I hear the lottery thinks no one will remember we have lottery draws if the dont spent MILLIONS advertising

It is appalling disgusting ...pure stupidity or greed
Please tell us all how to help with this ....OR GIVE A LINK PLEASE
As yes its way way over due !
Cheers

a jones

Jun 3, 2011 at 5:59pm

This is such a narrow mixed idea. A it is the government who decides what to do with the lottery money in bc... not the lottery. The lottery has generated more money every year but the government cut the funding not the lottery. You people are dense if you think suspending advertising and affecting revenue generation would mean MORE money for charities get real... less money from lottery would only mean less money for charities. considering more and more money has been generated and less and less goes where it should is the fault of government and government alone. Read the annual reports alot of money went into the atmosphere not because of BCLC but because of government. don't like gambling... don't gamble. Don't pretend a few million bucks in ads is the problem when a few BILLION has been unaccounted for publicly after it hit government "general revenue.

glen p robbins

Jun 3, 2011 at 10:29pm

I don't want to be a buzz kill - but I agree -- telling people that life becomes great if you win the Lottery is something I find quite disturbing.

Research shows the average mope that comes into big money - has their life turned upside down--not for the better.

It is likely an unpopular position - but society and the communities aren't better because of gambling and lotteries - its false hope and retrogressive.

It also makes government greedy - it's unfortunate - I suspect there is no turning back - but I believe government has created a very confused unhappy social culture - I might be overly nostalgic - but I believe we have had better times - gambling - promotion of it - ads on and on and on --- it isn't good, but the talking heads know it pays for their red wheelbarrow -

It is kind of pathetic.

Jessica Werb

Jun 4, 2011 at 11:39am

shavluk, I've now included a link to Vancouver Not Vegas--just click on the first instance of the group's name.

KTFO

Jun 4, 2011 at 2:25pm

The Govt., gets Billions in Revenues from Gaming, it's like asking the Fox to guard the Hen House.

As for Charities there are simply too many unfocused Charity Dollars going to waste, more focused Dollars going to fewer Charities would be more effective. I'm not arguing about the Causes all these Charities support just that it needs focus of resources to really get things done.

Take Homelessness, it does not only effect Drugged out addicts, given the cost of living, people who work part time and/or in low paying jobs are ending up Homeless.

A significant portion of the yearly Charity Dollars could go to provide housing to Homeless people instead of splitting the money so much that it becomes ineffective.

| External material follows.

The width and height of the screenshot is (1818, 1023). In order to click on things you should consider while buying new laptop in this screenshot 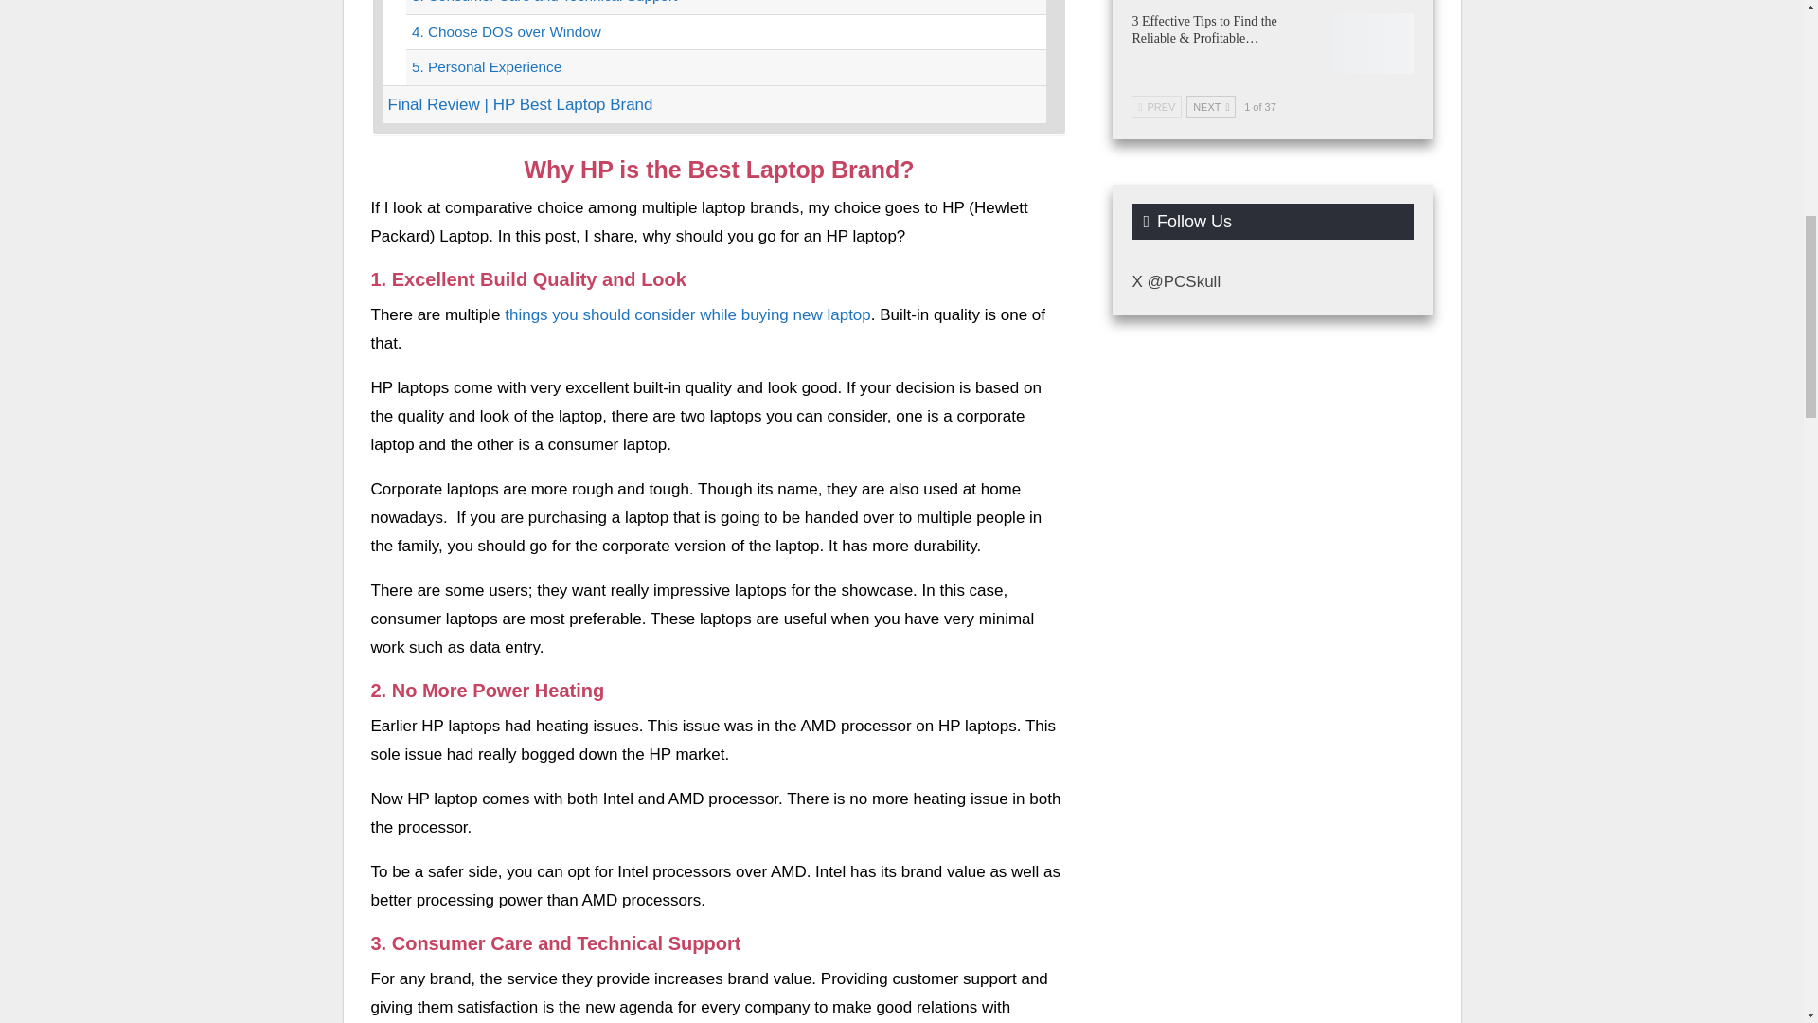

But this Government found $600 Million to pay for a stadium Roof, Billions for Olympics & other White Elephants, so why can't it find an equal sum to fund ALL the Charities?

R U Kiddingme

Jun 5, 2011 at 10:14pm

All gambling is a tax on the innumeracy. If people really want to pay taxes then by all means they should continue to gamble. If they want to lower their taxes then they should not. It's pretty simple. If "know your limit, play within it" doesn't sent the message -- or the loss of their, say, possessions, marriage, and self respect -- doesn't send the message, then what's an ad gonna do?